Travel, accommodation, subsistence, and any third-party costs incurred for the engagement should be line items. Include receipts or a brief note. Most clients expect to reimburse expenses — they just need to see them itemised and within any pre-agreed limits.

7. Retainer billing (if applicable)

If you work on a monthly retainer, invoice it as a single line with a clear description of the period and what's included: "Monthly advisory retainer — April 2026 (20 hrs, weekly calls, ad-hoc support): $3,500." Add any hours used above the retainer threshold as a separate line.

8. Subtotal, taxes, and total

Tax as a separate line — especially important for cross-border invoicing where VAT, GST, or withholding tax rules vary. Total at the bottom, unambiguous.

9. Payment terms and methods

Bank transfer details are standard for consulting. For international clients, include your SWIFT/BIC and IBAN. Currency should be explicit — USD, GBP, EUR — especially if you work across borders.

Free Consulting Invoice Template

Copy and adapt for your next engagement:

[Your Name / Company Name]
[Registered Address] | [Email] | [Phone] | [VAT/Company Reg Number]

Invoice #: INV-001   Date: [Date]   Due Date: [Date + 30 days]

Bill To:
[Client Company Name]
[Billing Address]
[Accounts Contact Name and Email] | PO #: [if applicable]

Description

Qty

Unit Price

Total

[Deliverable – e.g. Strategy workshop]

1

$[amount]

$[amount]

[Time-based work – e.g.

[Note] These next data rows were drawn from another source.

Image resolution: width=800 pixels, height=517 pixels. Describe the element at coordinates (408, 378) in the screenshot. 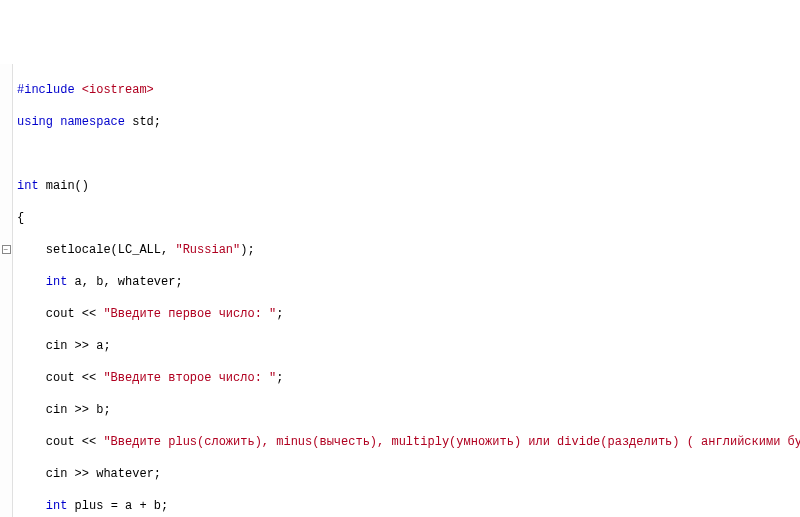

I see `code-line: cout << "Введите второе число: ";` at that location.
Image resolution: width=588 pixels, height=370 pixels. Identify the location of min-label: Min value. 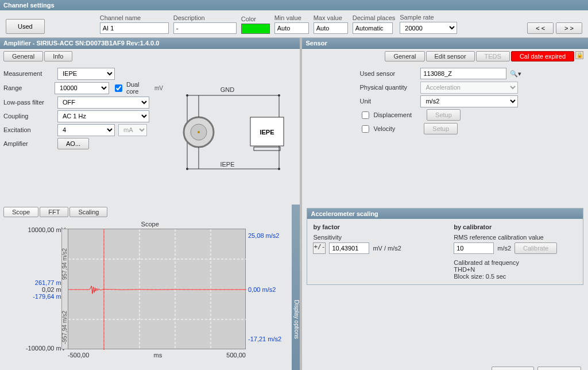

Research]

[X hrs]

$[rate]/hr

$[amount]

Expenses – [travel, accommodation, etc.]



$[amount]

Subtotal: $[amount]
Tax ([X]%): $[amount]
Total Due: $[amount]

Payment methods: Bank transfer
Bank details: [Account name] | [Sort code / Routing number] | [Account number] | [IBAN / SWIFT if international]

Late payments are subject to a [X]% monthly fee after [30] days.

Common Mistakes Consultants Make on Invoices

Vague descriptions. "Consulting services" is not a description. Specify what you did, when, and how long it took. The more detail, the fewer questions.

No PO number. Corporate clients often can't process an invoice without one. Ask for it at the start of the engagement — not when the invoice bounces back.

Waiting until end of month. Invoice as soon as a deliverable is complete. Waiting until month-end unnecessarily delays your payment by weeks.

Not specifying currency. For any international work, make the currency explicit on the invoice. Ambiguity causes delays and, occasionally, underpayment.

The Faster Way to Invoice

Consulting work is already administratively intensive. Invoicing doesn't need to add to it. Clervo lets you build and send a professional invoice in under a minute, track payment status across multiple clients, and send automatic reminders when due dates approach.

You delivered the value. A clear invoice makes sure you're paid for it.